§ **PROBLEM TO WORK ON**
Please copy exactly the lines from the one containing "pixels, height=488 pixels." to the end of the entries, both included, and nothing else. Omit every picture.

§ **Saved data entries**
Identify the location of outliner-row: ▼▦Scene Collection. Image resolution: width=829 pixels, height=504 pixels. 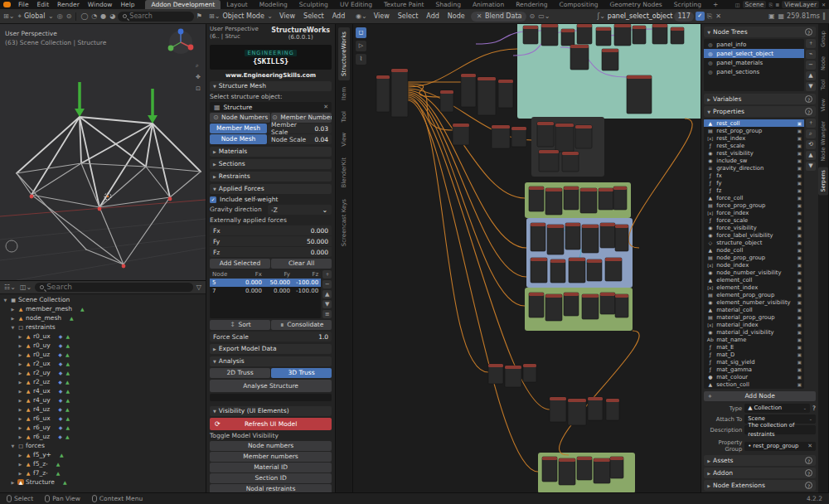
(103, 300).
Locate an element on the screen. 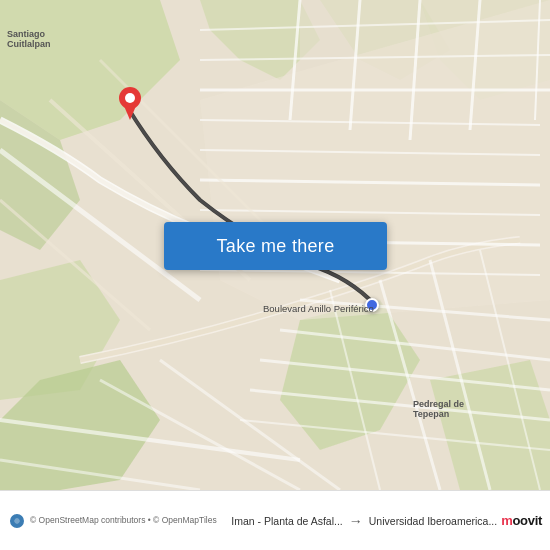  route-origin: Iman - Planta de Asfal... is located at coordinates (286, 521).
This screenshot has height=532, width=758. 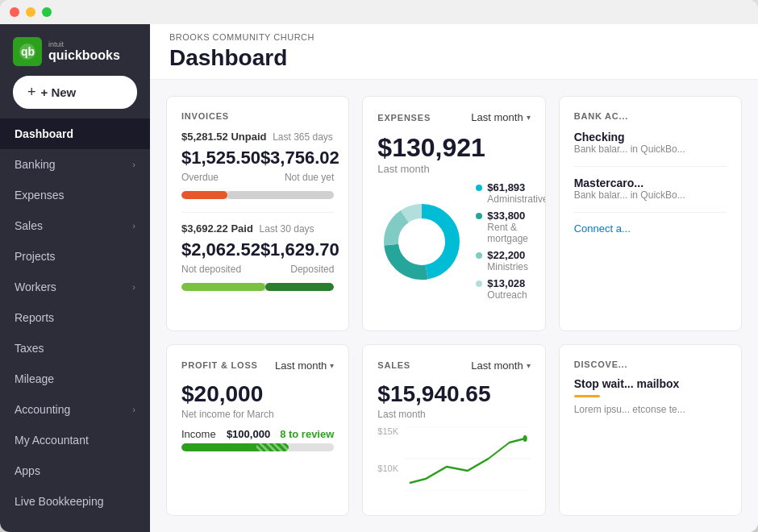 I want to click on sidebar-item-label: Mileage, so click(x=34, y=379).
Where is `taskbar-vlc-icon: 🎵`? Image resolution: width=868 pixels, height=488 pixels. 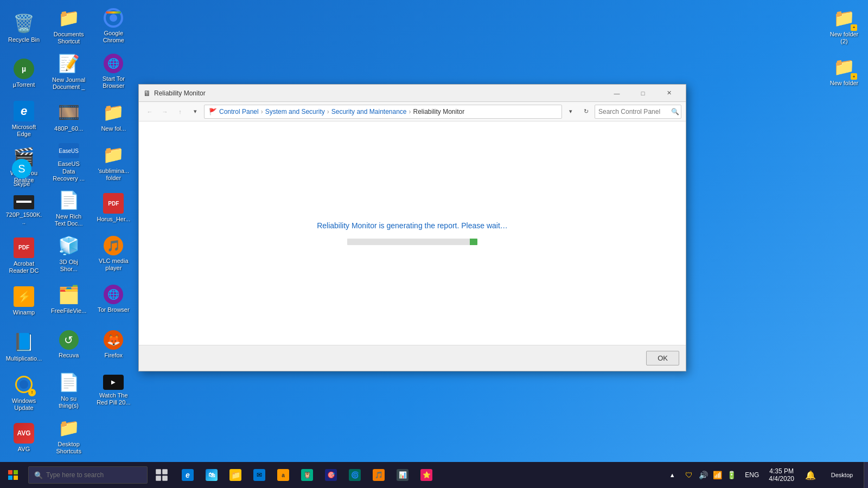
taskbar-vlc-icon: 🎵 is located at coordinates (379, 475).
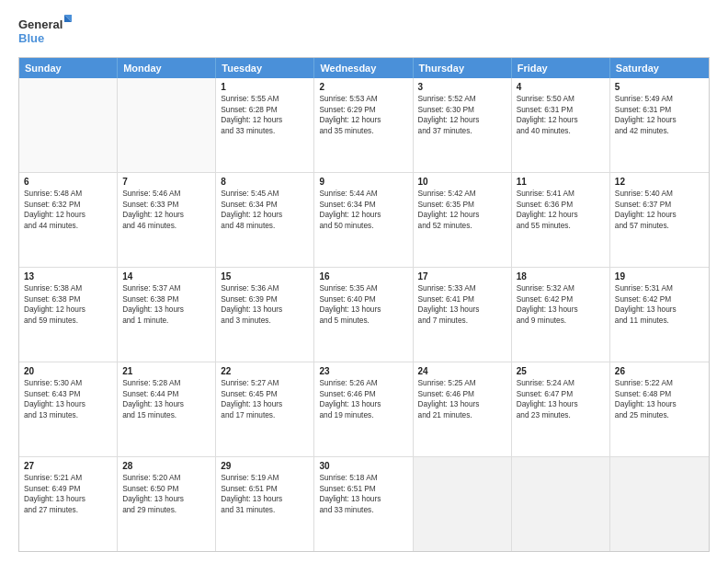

§ **WRITTEN SOLUTION**
Where is `taskbar-vlc-icon: 🎵`? Image resolution: width=868 pixels, height=488 pixels. 
taskbar-vlc-icon: 🎵 is located at coordinates (379, 475).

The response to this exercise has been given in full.